With less than six harvest seasons left to meet the Sustainable Development Goals (SDGs), the urgency to find transformative solutions to end hunger, protect the oceans, and build climate resilience dominated the ninth panel session at the 2025 United Nations Ocean Conference in Nice, France.
Floods, earthquakes, and droughts are striking the wallets of the world harder than any other time in history. According to the
Global Assessment Report on Disaster Risk Reduction, the cost of disasters is only growing, with annual expenditures exceeding 2.3$ trillion; accounting for over 2% of global GDP, and if represented as a nation, it would have the seventh largest GDP.
With the future of the world’s oceans hanging in the balance, global leaders, scientists, and activists gathered in the French Riviera city of Nice this week for the historic UN Ocean Conference, where France declared a new era of high seas governance and marine protection.
The third United Nations Ocean Conference (UNOC3) concluded today in Nice with an urgent call for governments to translate bold words into concrete action to protect the world’s oceans. Co-hosted by France and Costa Rica, the summit brought together more than 15,000 participants, including 50 heads of state and government, civil society leaders, scientists, youth, and Indigenous communities in an 11-day event hailed as both a milestone for ocean diplomacy and a test of global resolve.
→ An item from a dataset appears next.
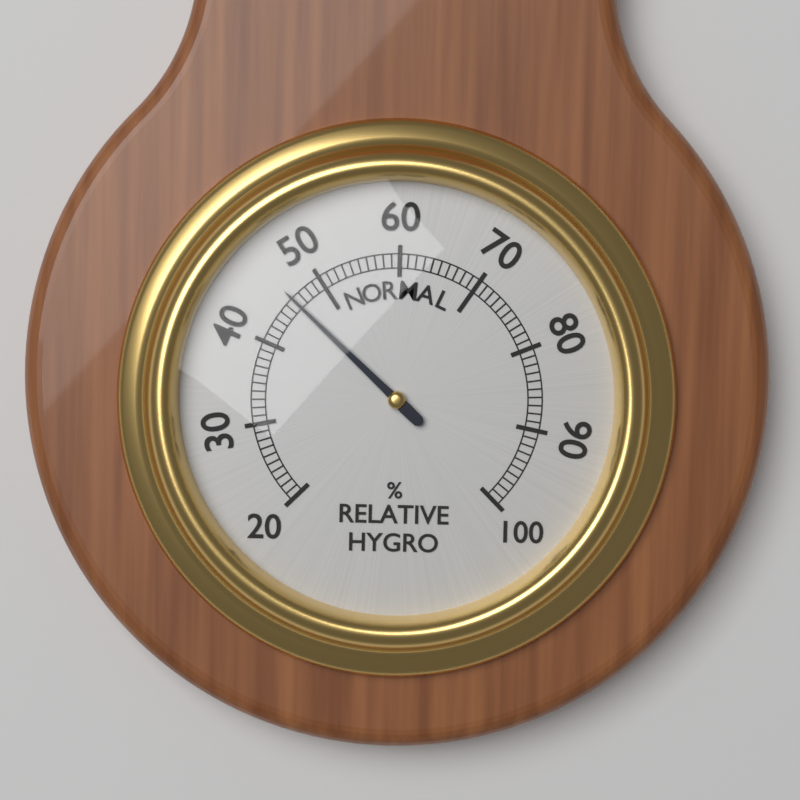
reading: 46 %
Just before dawn, a flotilla of wooden canoes drifts silently through mangrove-tangled channels where roots sprout from the black mud of the lagoon. Here, at the edge between sea and forest, lies a story of restoration.
At the 2025 United Nations Ocean Conference (UNOC3), the United Nations Environment Programme (UNEP) and the Food and Agriculture Organization (FAO) recognized three countries and regions for their large-scale programs to restore their native ecosystems.
The 2025 UN Ocean Conference (UNOC3) has seen a significant presence from Indigenous peoples, who insist that their perspective and guidance be taken into account in the global efforts for sustainable ocean use and conservation. The sense of responsibility to the ocean and recognition of its history is an example that the international community can learn from.
As the sun peeked through the French Riviera clouds and a dozen reporters sipped orange juice aboard the WWF Panda Boat docked at Port Lympia, Frankie Orona, a Native American rights advocate from the Society of Native Nations in San Antonio, Texas, stunned the room into a moment of absolute stillness.
Under the surface of Tanzania’s turquoise waters, a miracle unfolds quietly every day.
“There is no climate action without ocean action,” President Hilda Heine of the Marshall Islands told reporters, as she and other representatives of Pacific island states reiterated that countries must honor their climate action agreements.
A groundbreaking initiative to revolutionize global ocean observation is being launched this week at the UN Ocean Conference side event, aiming to enlist 10,000 commercial ships to collect and transmit vital ocean and weather data by 2035.
“When we poison the ocean, we poison ourselves,” UN Secretary-General António Guterres told reporters on the second day of the UN Ocean Conference (UNOC3).
Year by year researchers improve and deepen our understanding of economic activity. The primary example, and probably the most commonly used, is the detailed data and analysis available on gross domestic product (GDP).
A newly released report by Earth Insight in collaboration with 16 environmental organizations has sounded a global alarm on the unchecked expansion of offshore oil and gas projects into some of the most biologically rich and ecologically sensitive marine environments on the planet.